It has been suggested that success in business doesn’t often happen until there has been a business failure. According to that view, then, Manny Papadoulis is well on his way to success.
Premier Geoff Gallop has won his second election, his parliamentary majority is intact, and he has refreshed his ministry with a modest reshuffle and five new faces.
Big bets have been placed on the assumption that a new bidder will emerge in the battle for control of Portman, the iron ore miner with a split board and widely differing valuations.
The Federal Government’s plan to establish a unitary industrial relations system has been condemned by the union movement and Labor state governments but, more surprisingly, has gained a mixed response from business groups.
The business lunch has changed. Gone are the days of the three-martini lunch or even the ‘power’ lunch. Perth’s professionals are demanding a new style of dining when they’re doing business, and local restaurants are rising to meet the challenge.
Business groups want skills training, industrial relations reform and budget policy at the top of the Gallop Government’s second-term policy agenda. Mark Beyer reports.
New South Wales Premier Bob Carr has acknowledged the broadening of land tax and the introduction of a vendor tax last year are hurting the Labor Party in NSW.
The City of Perth is targeting businesses in the lead-up to May’s council elections as voter apathy again threatens to deny business an effective role in the city’s affairs.
Confidence is growing among developers with a view to new office construction as the outlook for Perth’s office market moves into positive territory for the first time in several years.
Both major political parties may now resolutely embrace presidential-style campaigning by thrusting their leaders at voters but, at rock bottom, contemporary election campaigns are encounters between party-hired advertising agencies.

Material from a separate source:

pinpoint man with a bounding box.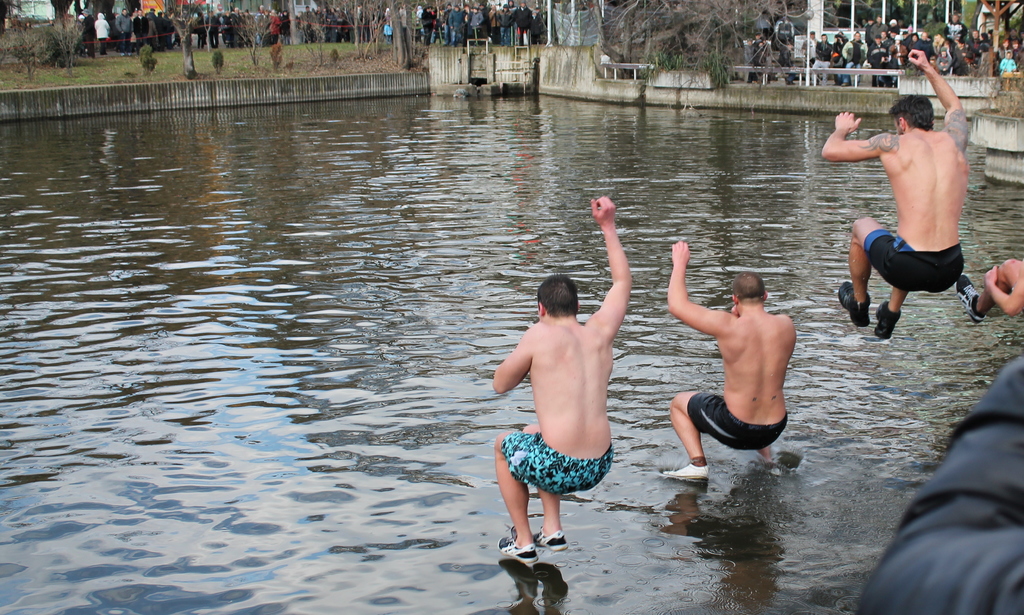
<region>863, 19, 874, 44</region>.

Chamber of Commerce and Industry chief executive John Langoulant has forecast a steadying of Western Australia’s economy and the property market as industry catches up on a backlog of work.

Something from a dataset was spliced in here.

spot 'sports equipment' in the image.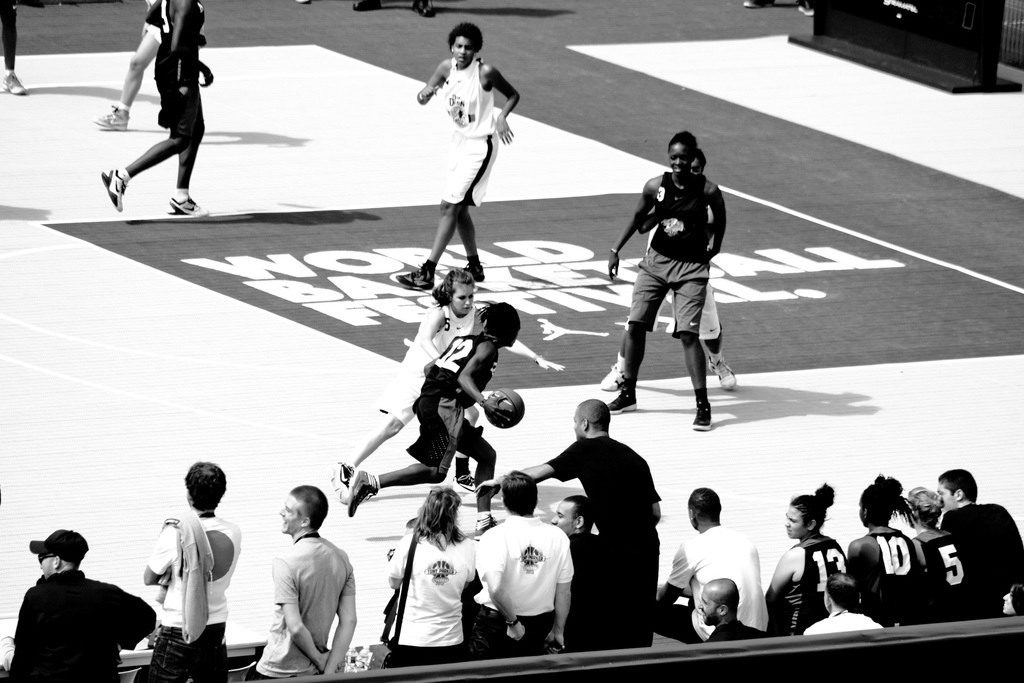
'sports equipment' found at bbox(484, 388, 527, 425).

There are two things I think we can be sure of from this election campaign – we won’t be getting a canal and we won’t see any significant deregulation of shopping hours for the next decade.
Colin Barnett’s tactically motivated promise to build a $2 billion-plus Kimberley-to-Perth aqueduct wasn’t the most far-reaching conservative promise of the election campaign.
Business people wanting to have their say in the upcoming City of Perth elections have less than three weeks to enrol, with registrations closing on Friday March 18.
While the business sector’s apparent lack of involvement in the affairs of the City of Perth council is considered a sign of apathy or a lack of interest, an argument could be mounted that a hands-off approach is a sign that all’s well.
The balance of power between state and local government often results in a relationship that’s almost parental in its functioning, complete with the tension that type of relationship often invokes.
Calls for a capital city charter to give special status to the City of Perth as a valuable asset to Western Australia, and also as containing a unique constituency, have been made for some time.